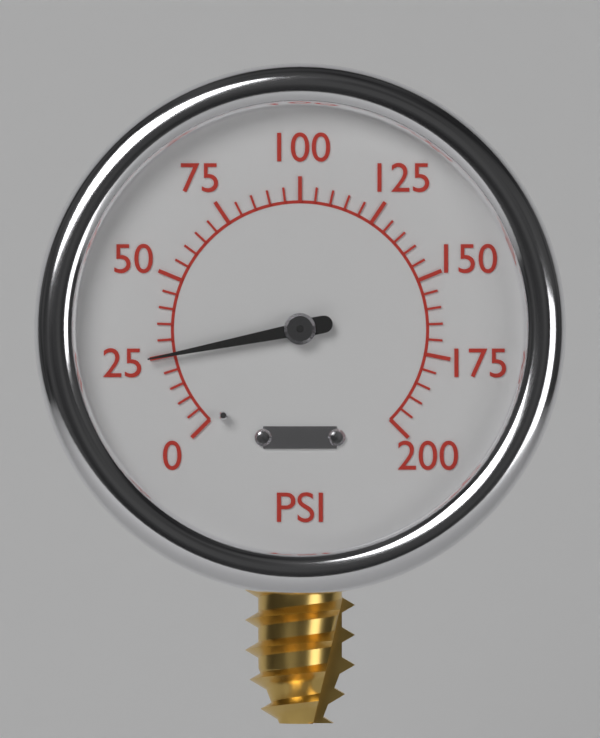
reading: 25 psi
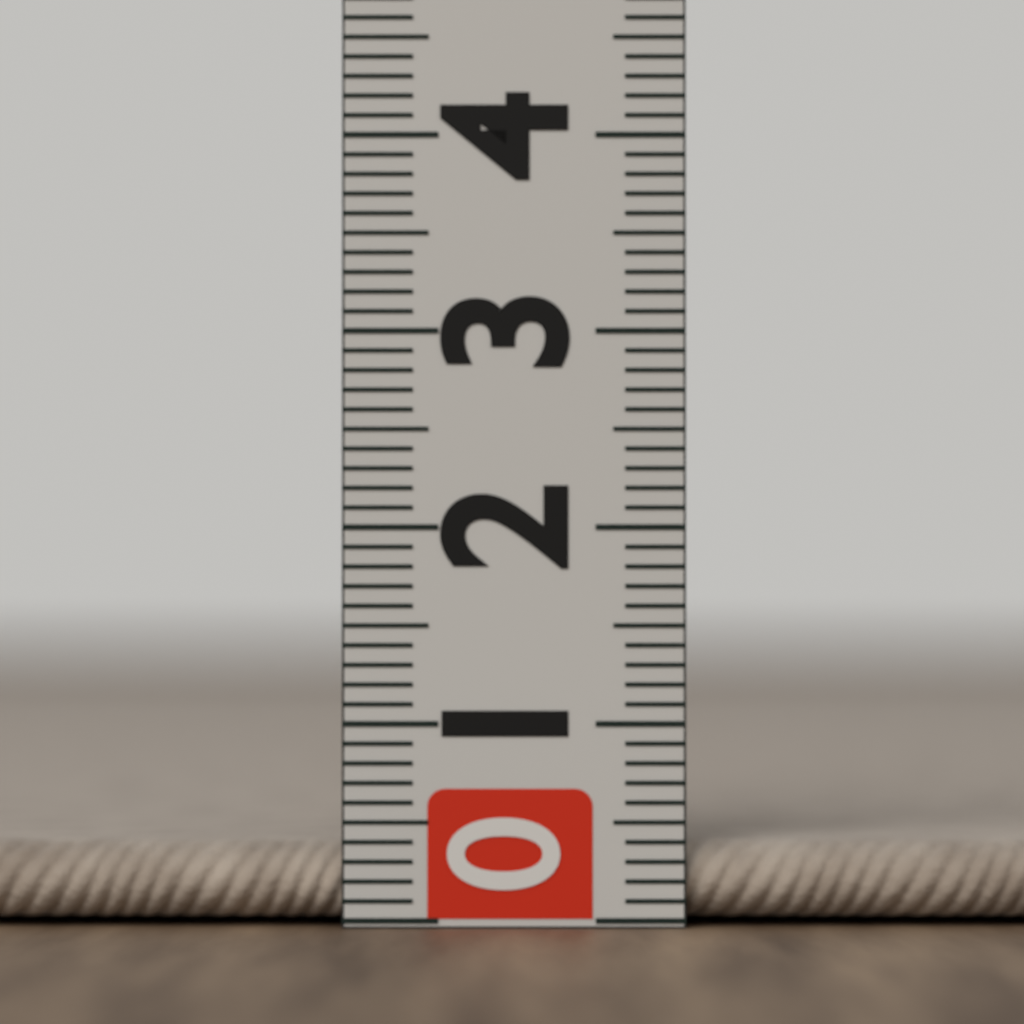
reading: 0.4 (no unit)
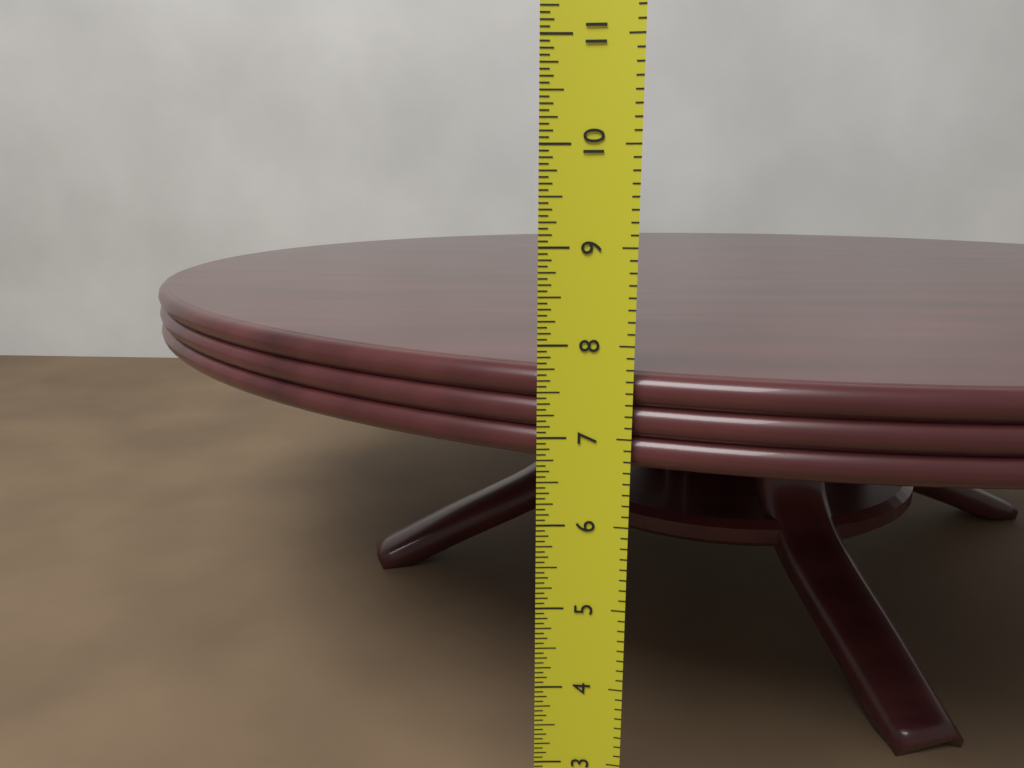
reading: 7.6875 in
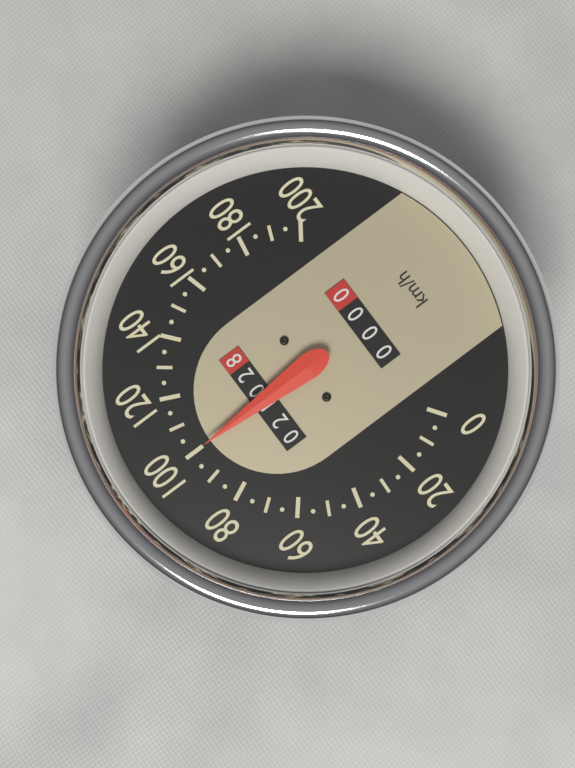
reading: 100 km/h
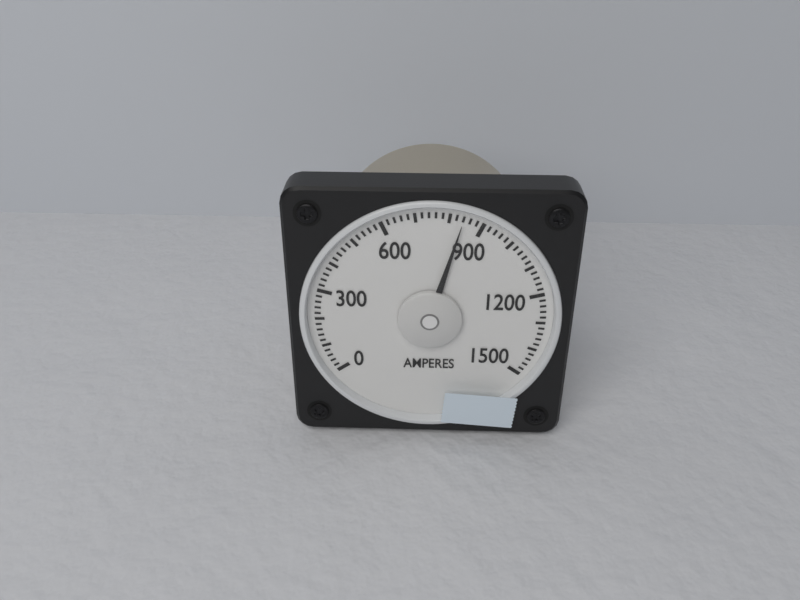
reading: 840 A
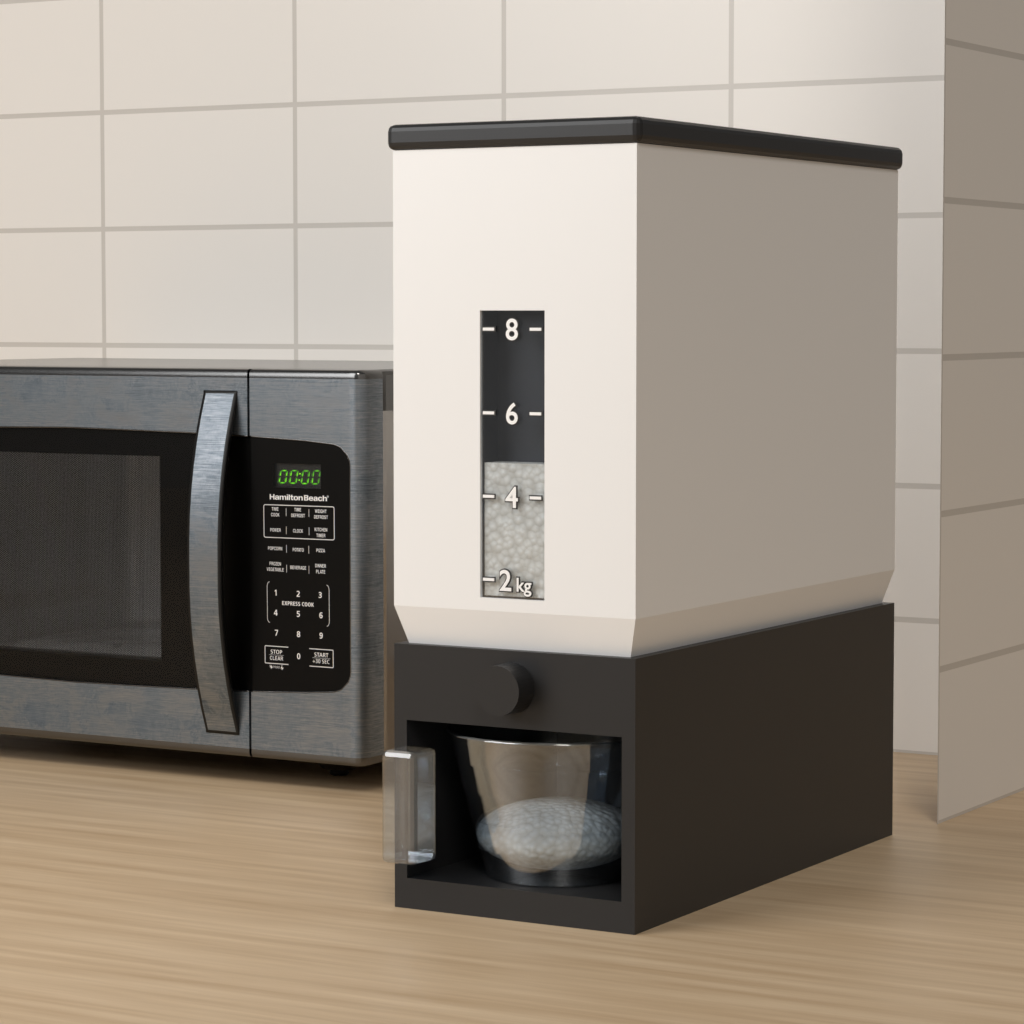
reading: 4.8 kg
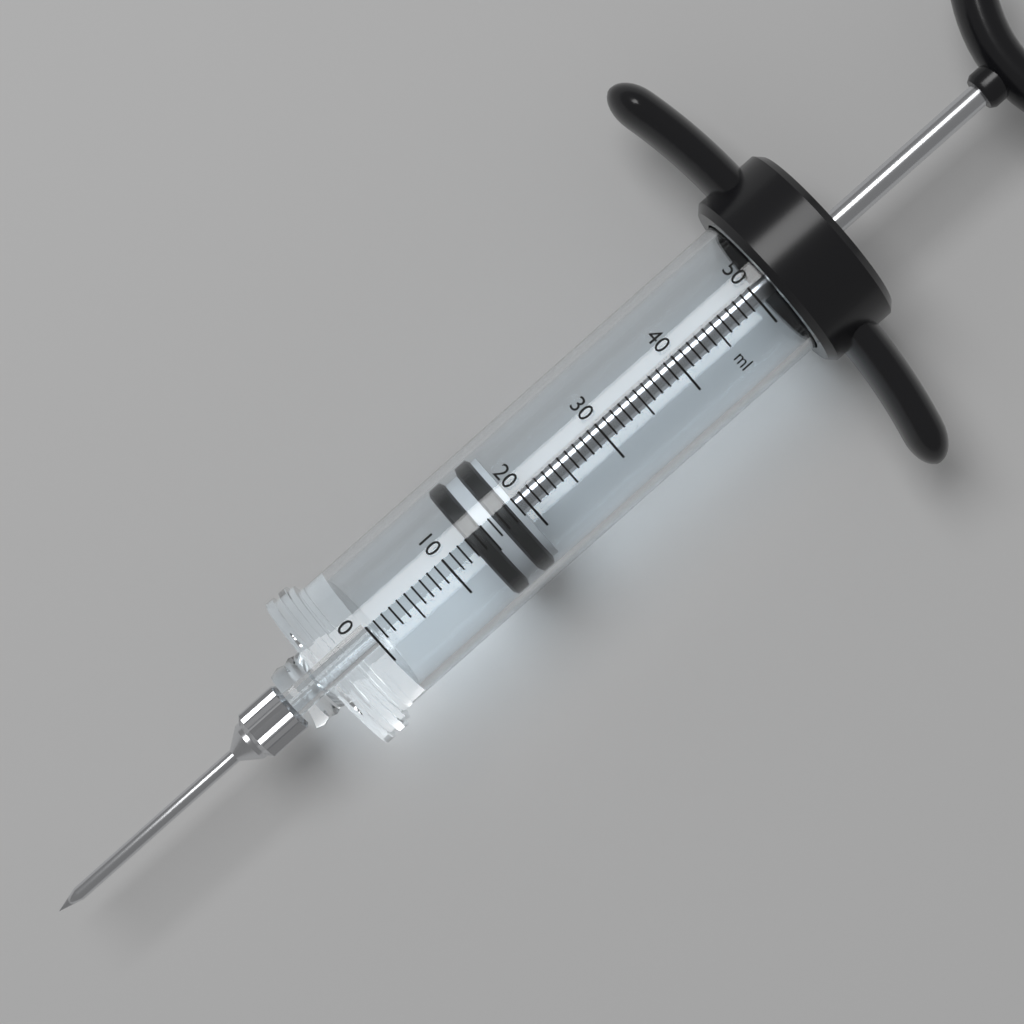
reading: 13 ml
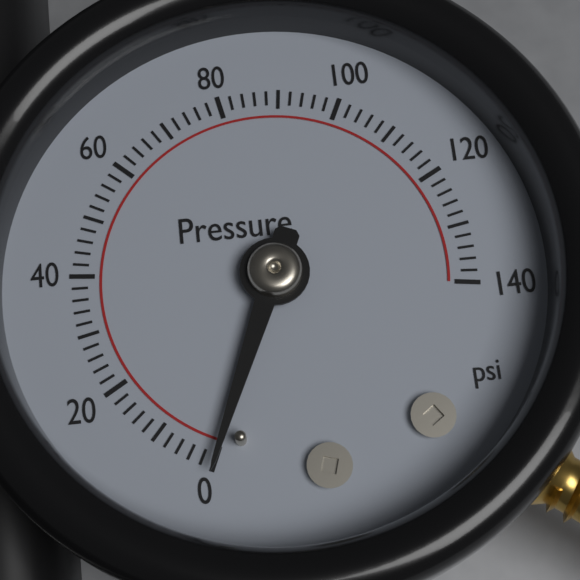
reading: 0 psi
------------------------------
> [Task instructions]
Word for word, restate the material above; do not carry over the pictures.

> [Answer box]
reading: 25 psi
reading: 0.4 (no unit)
reading: 7.6875 in
reading: 100 km/h
reading: 840 A
reading: 4.8 kg
reading: 13 ml
reading: 0 psi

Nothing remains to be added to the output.